Tuesday, March 24, 2015

“Weapons always get broken,” he said. “That’s why I have to repair them.”

A tip of the boonie hat to Herschel Smith, who provided this link: "Skilled gunsmith helps Kurds turn ISIS' guns on terrorists."
In their fight against ISIS, the Kurdish army known as Peshmerga has a secret weapon – a second-generation gunsmith so skilled he can practically turn a bucket of rusty bolts into a killing machine for the rugged, but cash-strapped, fighting force.
Bakhtiar Aziz works in a dimly lit basement shop in Erbil, refurbishing guns taken from the enemy, bringing broken and even decades-old firearms back to life and helping to outfit an army as short on weapons as it is long on heart. On a recent day, he inspected an M-16A4 assault rifle badly damaged in a coalition airstrike. Pocked with holes, missing a large section of the barrel and with human hair wedged in its moving parts, the gun was found by Peshmerga soldiers near the town of Gwer.
“The Americans gave it to the Iraqi Army, then when ISIS came, they took it from the Iraqi Army,” Bakhtiar told the military blog War Is Boring. “Now after the American airstrikes against ISIS, the weapon is in the hands of the Peshmerga.”
Aziz’s shop is outfitted simply with a work bench, chair and tools. An arsenal of firearms, including old muskets, line the walls. He learned his trade from his father, who openly repaired weapons for hunters, and secretly fixed them for Kurds who resisted Saddam Hussein. Now, with the Peshmerga battling ISIS along a 600-mile front line, Aziz is putting his skills to work repairing weapons for the fight against the Islamist terror group.
Now this story illustrates a number of points that I have made in the past. First, the Kurds, like the Haganah in the Israeli War of Independence, have few friends and so are making do with what they can. (A further indictment of the U.S. policy of refusing to seriously arm the Kurds, our only real friends in that part of the world.) It also demonstrates the futility of "gun control," for in truth there will always be people who can "practically turn a bucket of rusty bolts into a killing machine." I know such folks, and their skills are truly amazing.

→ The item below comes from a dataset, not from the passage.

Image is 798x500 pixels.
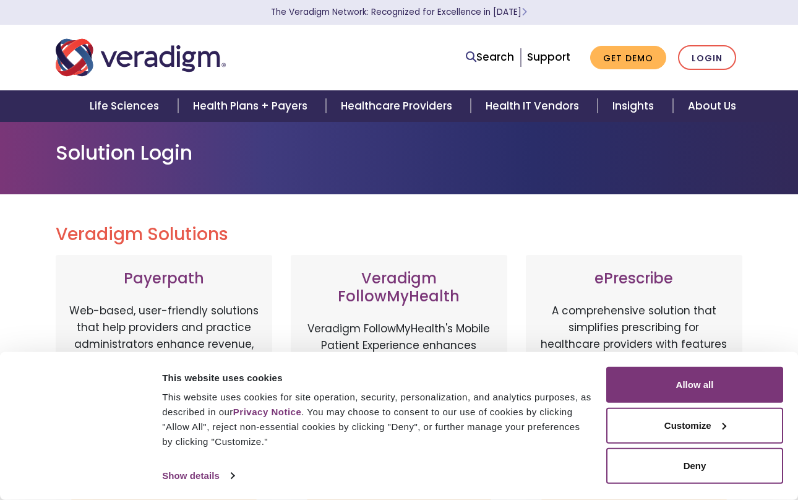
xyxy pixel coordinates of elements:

Finally, it reinforces the need for budding logistics officers to remember never to discard anything as truly useless and to have a plan to scavenge future battlefields for the raw material of resistance -- not just broken weapons and dropped ammunition but packaging that can be reused, web gear, the list is endless.

3 comments:

Anonymous said...

Oh we are here in our basements garages and shops...

Thanks to the persnickety ATF we have learned how to take the most torched up pieces and parts into functional firearms.

Yes ATF, you have taught us well in our craft. We will cherish you, we learned (not that we had a choice, eh?).



AJ said...

I saw an article about this guys's shop in another online magazine. It showed his custom-built mini-AKM. About the size of a VZ-61, looked gas operated, and fired 7.62X25. It was ultra cool.This guy has some pretty serious skills.

Anonymous said...

Hey! Do ya think we can co-opt this guy for OUR coming struggle?